The much-anticipated 16th Party Congress of the Chinese Communist Party (CCP), which ended in early November, followed the classic rhythm in China studies: optimism alternating with cynicism, certainty giving way to ambiguity. Many observers believed that Jiang Zemin would step down, thus signifying the first institutionalized transition of power in the country. Yet this optimistic view was undermined by Jiang’s decision to pass on only his post of general secretary of the Party to his successor, Hu Jintao, but to retain his chairmanship of the Central Military Commission (CMC). Combined with the fact that Jiang’s cronies now occupy two-thirds of the seats on the newly formed nine-member standing committee of the Politburo makes observers even more cynical about this political succession.
Collateral Damage Means Real People
When U.S. bombs hit a civilian warehouse in Afghanistan last year, U.S. Secretary of Defense Donald Rumsfeld responded: “We’re not running out of targets, Afghanistan is.” There was laughter in the press gallery.
Good Cop, Bad Cop at the UN
Resolution 1441 is more an alternative “legal” road to war rather than an alternative to war itself. Extrapolating from Saddam Hussein’s previous behavior, the Security Council resolution will lead to war as surely as a position of unilateral U.S. belligerence. The Iraqi ruler will need an unprecedented political and psychological makeover to eat the copious and indigestible helpings of humble pie that the UN resolution prescribes being shoveled down his maw.
North Korea is Asking for Too Much in the Nuclear Crisis–Or is It?
Although it is generally known that the recent North Korean crisis has deep roots, what is not understood is just how these roots have grown over the past several years.
Violence in Papua: The Role of Military Elements in Perpetuating Violence
Two Americans and one Indonesian were killed on August 31 at the hands of an unknown assailant near the Freeport mining operation in Timika, Papua. Initially the Indonesian army blamed a radical wing of the Free Papua Movement. However, according to a report by FBI officers investigating the case, the army fabricated evidence. Also, the Indonesian police have stated that they believe soldiers were very likely involved in this attack. This incident has occurred against a backdrop that raises serious questions about the nature of Indonesia’s rule over the province, and the role of the military in particular, since Indonesia took effective control in 1962.
In Afghanistan, Paying for War is Easier than Paying for Peace
As Washington prepares for war in Iraq, officials are trying to reassure Afghanistan that it will not be lost in the shuffle. Muhammad Ali, heavy weight champ and UN Messenger of Peace, recently completed a three-day tour of Afghanistan where he tried to focus international attention on the country’s plight and gave volleyballs and jumping ropes to children. U.S. Treasury Secretary Paul O’Neill also came, bearing promises that the war in Iraq would not derail Washington’s commitment to rebuilding Afghanistan.
Afghanistan: Donor Inaction and Ineffectiveness
The fall of the Taliban regime in Afghanistan in November 2001 presented the international community with an unprecedented opportunity to restore peace and security to a perennial trouble spot. Almost one year later it appears that it has failed.
After Bali, The Need to Understand
The massacre in Bali was the most terrible in a series of recent incidents that reveal Al Qaeda’s continuing activity. From Yemen to Kuwait and Pakistan, is the entanglement of the U.S. in the Islamic world actually serving the group’s long-term strategy? If so, the vital need at this critical moment in the war on terror is not more rhetoric, but deeper understanding.
The Arrogance of Power
Two years after the passage by a unanimous House of Representatives and all but two senators of the August 7, 1964, Gulf of Tonkin resolution, and amid continuing escalation of the Vietnam War, then Senate Foreign Relations Committee Chairman J. William Fulbright published The Arrogance of Power, in which he attacked the war’s justification, Congress’ failure to set limits on it, and the dangerous and delusional impulses that gave rise to it. Fulbright’s critique, to which he had already given voice in unprecedented hearings on the war, legitimized the growing anti-war movement in a way that had not been possible before the book’s publication and shattered what until then had been an elite consensus that U.S. military intervention in Indochina was necessitated by cold war geopolitics.
Afghanistan Quagmire
Afghanistan is beginning to look like a quagmire rather than a victory, with echoes of the confusion and uncertainty and persistent bloodshedding of Vietnam. Compounding the complications of the U.S. goal of hunting down the Taliban and Al Qaeda while stabilizing a fragile government is the swirl of ethnic tensions in Afghanistan fueled by competing warlords.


About this task:
In the data below, give the number of lines that contain the word "tail". Nothing else is needed.

Records shown:

------

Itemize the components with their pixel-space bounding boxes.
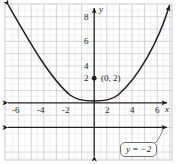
equation-callout-box: y = −2 [120, 142, 157, 157]
x-tick-neg6: -6 [12, 106, 20, 115]
y-tick-2: 2 [84, 74, 89, 83]
x-tick-2: 2 [105, 106, 110, 115]
x-tick-6: 6 [155, 106, 160, 115]
graph-figure: y x 8 6 4 2 -6 -4 -2 2 4 6 (0, 2) y = −2 [0, 0, 177, 164]
x-tick-neg2: -2 [62, 106, 70, 115]
x-axis-label: x [165, 105, 169, 114]
x-tick-neg4: -4 [37, 106, 45, 115]
y-tick-8: 8 [84, 13, 89, 22]
y-tick-4: 4 [84, 62, 89, 71]
point-label-0-2: (0, 2) [101, 74, 121, 83]
point-marker-0-2 [92, 76, 97, 81]
x-tick-4: 4 [130, 106, 135, 115]
coordinate-plane-svg [0, 0, 177, 164]
y-tick-6: 6 [84, 37, 89, 46]
plot-background [5, 4, 172, 160]
y-axis-label: y [99, 5, 103, 14]
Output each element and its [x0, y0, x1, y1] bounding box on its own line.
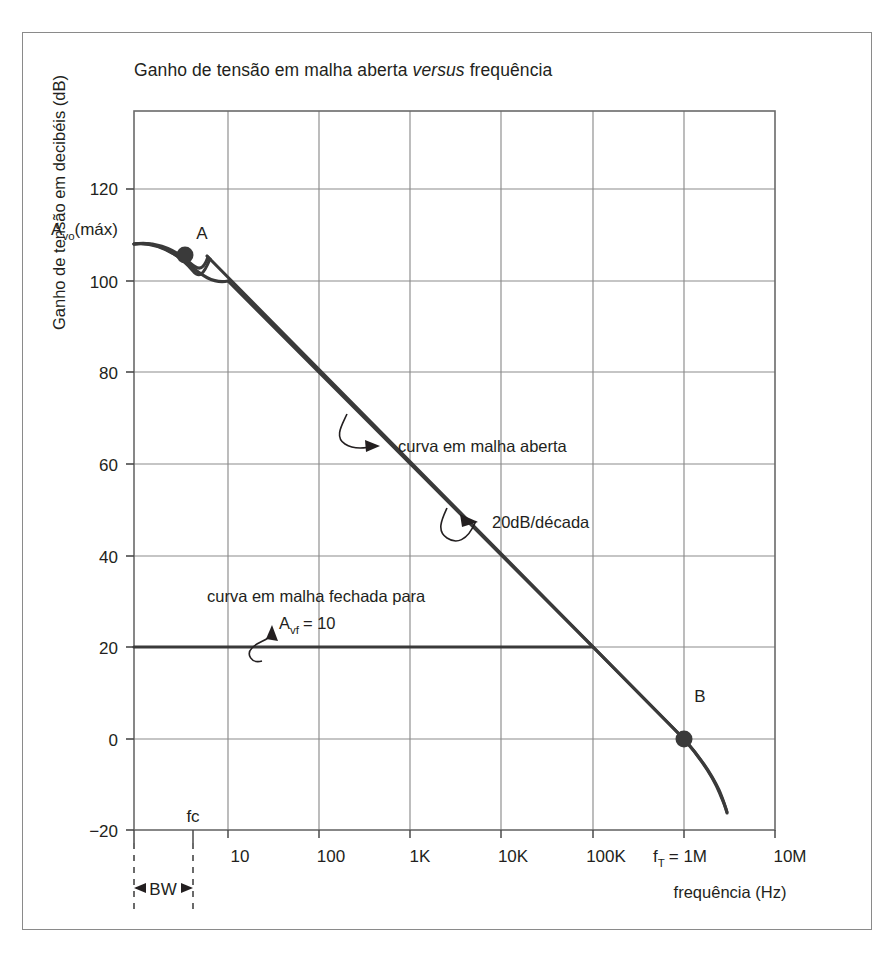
bw-arrow-head-left [134, 883, 146, 893]
open-loop-tail-path [684, 739, 727, 813]
annotation-open-loop-text: curva em malha aberta [398, 437, 568, 455]
y-axis-ticks [126, 189, 134, 830]
bw-label: BW [149, 880, 176, 899]
annotation-slope-arrowhead [460, 514, 478, 527]
ft-value: = 1M [669, 847, 707, 866]
ytick-label-60: 60 [99, 456, 118, 475]
xtick-label-10: 10 [231, 847, 250, 866]
open-loop-path [134, 244, 727, 812]
data-point-a-label: A [196, 224, 208, 243]
bandwidth-indicator: BW [134, 843, 193, 910]
avf-base: A [279, 614, 290, 632]
ytick-label-20: 20 [99, 639, 118, 658]
ytick-label-100: 100 [90, 273, 118, 292]
data-point-a [177, 247, 194, 264]
open-loop-knee-path [134, 243, 210, 274]
ytick-label-40: 40 [99, 548, 118, 567]
annotation-closed-loop-line1: curva em malha fechada para [207, 587, 426, 605]
figure-container: Ganho de tensão em malha aberta versus f… [0, 0, 893, 953]
xtick-label-1K: 1K [410, 847, 431, 866]
y-axis-tick-labels: 120 100 80 60 40 20 0 −20 [89, 180, 118, 841]
avo-max-base: A [51, 220, 63, 239]
xtick-label-100K: 100K [586, 847, 626, 866]
plot-area-rect [134, 111, 775, 830]
bw-arrow-head-right [181, 883, 193, 893]
open-loop-knee [134, 243, 210, 274]
avo-max-rest: (máx) [75, 220, 118, 239]
xtick-label-1M-ft: fT= 1M [653, 847, 707, 869]
avf-value: = 10 [303, 614, 336, 632]
fc-label: fc [186, 807, 200, 826]
grid-lines [134, 111, 775, 830]
xtick-label-100: 100 [317, 847, 345, 866]
annotation-slope: 20dB/década [441, 508, 590, 541]
open-loop-plateau [134, 243, 208, 268]
ft-subscript: T [658, 857, 665, 869]
data-point-b-label: B [694, 687, 705, 706]
open-loop-linear-segment [207, 256, 684, 739]
avo-max-label: Avo(máx) [51, 220, 118, 242]
annotation-slope-text: 20dB/década [492, 513, 590, 531]
xtick-label-10K: 10K [498, 847, 529, 866]
open-loop-slope-line [207, 256, 684, 739]
data-points: A B [177, 224, 706, 748]
annotation-open-loop: curva em malha aberta [339, 414, 567, 455]
annotation-closed-loop-line2: Avf= 10 [279, 614, 336, 636]
annotation-open-loop-arrowhead [365, 440, 380, 452]
open-loop-plateau-path [134, 243, 208, 268]
chart-plot: 120 100 80 60 40 20 0 −20 Avo(máx) [0, 0, 893, 953]
avo-max-subscript: vo [62, 230, 74, 242]
ytick-label-0: 0 [109, 731, 118, 750]
xtick-label-10M: 10M [773, 847, 806, 866]
x-axis-label: frequência (Hz) [674, 883, 787, 901]
ytick-label-120: 120 [90, 180, 118, 199]
x-axis-ticks [134, 830, 775, 843]
open-loop-tail [684, 739, 727, 813]
open-loop-curve [134, 244, 727, 812]
avf-subscript: vf [290, 624, 300, 636]
annotation-closed-loop-arrowhead [266, 625, 278, 641]
plot-border [134, 111, 775, 830]
data-point-b [676, 731, 693, 748]
ytick-label-80: 80 [99, 364, 118, 383]
annotation-closed-loop: curva em malha fechada para Avf= 10 [207, 587, 426, 662]
ytick-label-neg20: −20 [89, 822, 118, 841]
x-axis-tick-labels: 10 100 1K 10K 100K fT= 1M 10M [231, 847, 807, 869]
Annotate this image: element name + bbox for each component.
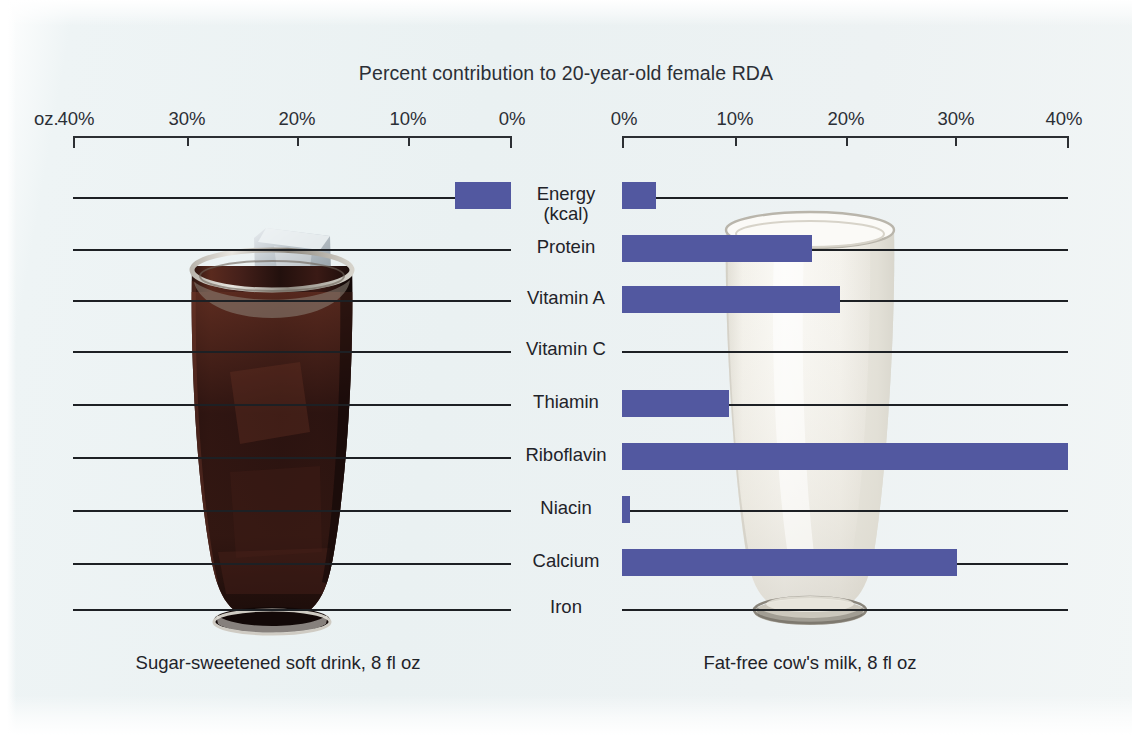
category-label-niacin: Niacin <box>540 498 591 518</box>
right-axis: 0% 10% 20% 30% 40% <box>0 108 1132 148</box>
right-row-line-niacin <box>630 510 1068 512</box>
chart-title: Percent contribution to 20-year-old fema… <box>0 62 1132 85</box>
right-row-line-protein <box>812 249 1068 251</box>
left-row-line-niacin <box>73 510 511 512</box>
left-row-line-calcium <box>73 563 511 565</box>
page-left-edge <box>0 0 16 735</box>
category-label-iron: Iron <box>550 597 582 617</box>
right-axis-line <box>622 136 1068 138</box>
category-label-calcium-main: Calcium <box>533 551 600 571</box>
right-axis-cap-0 <box>622 136 624 148</box>
right-bar-riboflavin <box>622 443 1068 470</box>
right-axis-tickmark-30 <box>955 136 957 146</box>
right-bar-niacin <box>622 496 630 523</box>
right-axis-tick-40: 40% <box>1045 108 1082 130</box>
right-row-line-energy <box>656 197 1068 199</box>
left-row-line-riboflavin <box>73 457 511 459</box>
left-row-line-vitamin-a <box>73 300 511 302</box>
category-label-protein-main: Protein <box>537 237 596 257</box>
left-row-line-iron <box>73 609 511 611</box>
category-label-iron-main: Iron <box>550 597 582 617</box>
category-label-riboflavin-main: Riboflavin <box>525 445 606 465</box>
right-bar-vitamin-a <box>622 286 840 313</box>
category-label-vitamin-c-main: Vitamin C <box>526 339 606 359</box>
left-row-line-thiamin <box>73 404 511 406</box>
nutrition-comparison-figure: Percent contribution to 20-year-old fema… <box>0 0 1132 735</box>
page-top-edge <box>0 0 1132 26</box>
right-row-line-thiamin <box>729 404 1068 406</box>
right-axis-tickmark-10 <box>735 136 737 146</box>
right-axis-cap-40 <box>1067 136 1069 148</box>
category-label-riboflavin: Riboflavin <box>525 445 606 465</box>
right-axis-tick-0: 0% <box>611 108 638 130</box>
left-row-line-energy <box>73 197 457 199</box>
right-bar-protein <box>622 235 812 262</box>
category-label-niacin-main: Niacin <box>540 498 591 518</box>
cola-glass-with-ice-photo <box>170 222 375 640</box>
right-axis-tick-30: 30% <box>937 108 974 130</box>
right-axis-tick-10: 10% <box>716 108 753 130</box>
right-row-line-calcium <box>957 563 1068 565</box>
category-label-energy-main: Energy <box>537 184 596 204</box>
right-row-line-iron <box>622 609 1068 611</box>
left-bar-energy <box>455 182 511 209</box>
category-label-vitamin-c: Vitamin C <box>526 339 606 359</box>
category-label-thiamin-main: Thiamin <box>533 392 599 412</box>
category-label-calcium: Calcium <box>533 551 600 571</box>
right-bar-energy <box>622 182 656 209</box>
right-row-line-vitamin-c <box>622 351 1068 353</box>
category-label-protein: Protein <box>537 237 596 257</box>
caption-soft-drink: Sugar-sweetened soft drink, 8 fl oz <box>136 652 421 674</box>
right-axis-tick-20: 20% <box>827 108 864 130</box>
left-row-line-vitamin-c <box>73 351 511 353</box>
category-label-vitamin-a: Vitamin A <box>527 288 605 308</box>
right-row-line-vitamin-a <box>840 300 1068 302</box>
left-row-line-protein <box>73 249 511 251</box>
category-label-energy-sub: (kcal) <box>537 204 596 224</box>
right-bar-thiamin <box>622 390 729 417</box>
category-label-vitamin-a-main: Vitamin A <box>527 288 605 308</box>
caption-milk: Fat-free cow's milk, 8 fl oz <box>703 652 916 674</box>
category-label-thiamin: Thiamin <box>533 392 599 412</box>
page-bottom-edge <box>0 695 1132 735</box>
right-bar-calcium <box>622 549 957 576</box>
right-axis-tickmark-20 <box>846 136 848 146</box>
category-label-energy: Energy (kcal) <box>537 184 596 224</box>
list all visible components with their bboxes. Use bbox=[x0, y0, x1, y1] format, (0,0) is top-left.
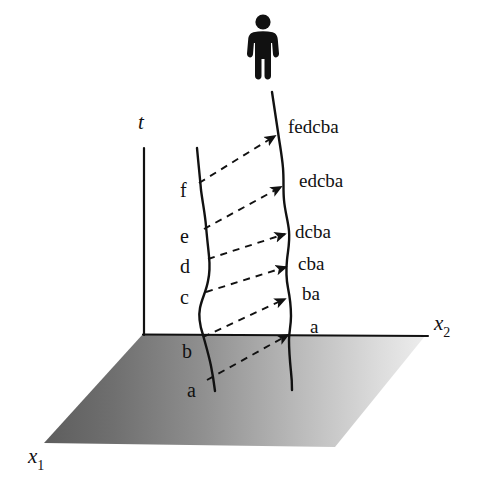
left-event-label-c: c bbox=[180, 287, 189, 307]
x2-axis-label-subscript: 2 bbox=[443, 325, 450, 340]
signal-arrow-d bbox=[208, 234, 285, 259]
x1-axis-label: x1 bbox=[28, 446, 44, 471]
x2-axis-label-base: x bbox=[434, 311, 443, 335]
right-event-label-fedcba: fedcba bbox=[288, 117, 339, 136]
right-event-label-dcba: dcba bbox=[295, 222, 331, 241]
right-event-label-ba: ba bbox=[302, 284, 320, 303]
spacetime-figure: f e d c b a fedcba edcba dcba cba ba a t… bbox=[0, 0, 484, 494]
signal-arrow-f bbox=[199, 136, 275, 183]
x2-axis-line bbox=[143, 335, 428, 337]
x1-axis-label-subscript: 1 bbox=[37, 458, 44, 473]
left-event-label-e: e bbox=[180, 226, 189, 246]
right-event-label-edcba: edcba bbox=[299, 171, 343, 190]
right-event-label-a: a bbox=[310, 317, 318, 336]
x1-axis-label-base: x bbox=[28, 444, 37, 468]
figure-canvas bbox=[0, 0, 484, 494]
signal-arrow-e bbox=[204, 187, 281, 229]
x2-axis-label: x2 bbox=[434, 313, 450, 338]
t-axis-label: t bbox=[138, 112, 144, 133]
signal-arrow-b bbox=[203, 299, 285, 337]
ground-plane bbox=[44, 334, 425, 447]
left-event-label-f: f bbox=[180, 180, 187, 200]
signal-arrow-c bbox=[206, 267, 286, 292]
person-icon bbox=[247, 14, 279, 79]
left-event-label-a: a bbox=[187, 380, 196, 400]
left-event-label-d: d bbox=[180, 256, 190, 276]
right-event-label-cba: cba bbox=[298, 254, 324, 273]
left-event-label-b: b bbox=[182, 341, 192, 361]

------

Answer section:
2